Its proponents argue that far from increasing poverty and causing economic turmoil a steady state economy would be designed to avoid the cycles of boom and bust that the growth model entails.

So if we accept that our capacity for growth is limited by finite resources and by the damage we do by consuming them how can we progress?

Oxford University academic Kate Raworth expresses the challenge as follows: “Humanity’s 21st century challenge is to meet the needs of all within the means of the planet. In other words, to ensure that no one falls short on life’s essentials (from food and housing to healthcare and political voice), while ensuring that collectively we do not overshoot our pressure on Earth’s life-supporting systems, on which we fundamentally depend – such as a stable climate, fertile soils, and a protective ozone layer.”

And she has invented a means to chart progress towards this objective which she calls Doughnut Economics.

It is a very simple model which brings both social and environmental concerns together but does not provide solutions.

She writes: “You want to be an economist? Then first, there are a few facts you should know about this planet, and the limits of human activity that it can take. You should also know about the human rights of its people, and the distribution of resources it will take to fulfill those. With these fundamental concepts of planetary and social boundaries in place, your task as an economist is crucial: to design policies, regulations, and markets that bring humanity between the boundaries and enable us all to thrive there.”

Her model is being taken up globally, precisely because it provides the ground rules for a new approach to economics. In April of this year it was adopted by Amsterdam which has used it as a tool to transform the city. The fact that this happened during the pandemic demonstrates that in some parts of the world at least the current crisis is being used as a spur to designing new ways of running economies.

In years to come we may look back at the neoclassical economy model as a strange aberration rather than the orthodoxy it is today. After all before the 20th Century the notion of perpetual growth was itself heretical. Some even yearned for a steady state economy.

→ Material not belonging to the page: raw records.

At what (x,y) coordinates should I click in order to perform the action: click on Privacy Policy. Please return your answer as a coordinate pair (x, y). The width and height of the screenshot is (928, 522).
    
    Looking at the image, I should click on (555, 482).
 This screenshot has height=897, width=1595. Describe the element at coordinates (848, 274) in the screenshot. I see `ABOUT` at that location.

The 19th Century philosopher and economist JS Mill was one such. He wrote: “It must always have been seen, more or less distinctly, by political economists, that the increase of wealth is not boundless; that at the end of what they term the progressive state lies the stationary state, that all progress in wealth is but a postponement of this, and that each step in advance is an approach to it.”

Back to the future?

 

Join the Conversation...

We'd love to know your thoughts on this article.
Join us on Twitter and join the conversation today.

Join Our Newsletter

Get the latest edition of ScopeNI delivered to your inbox.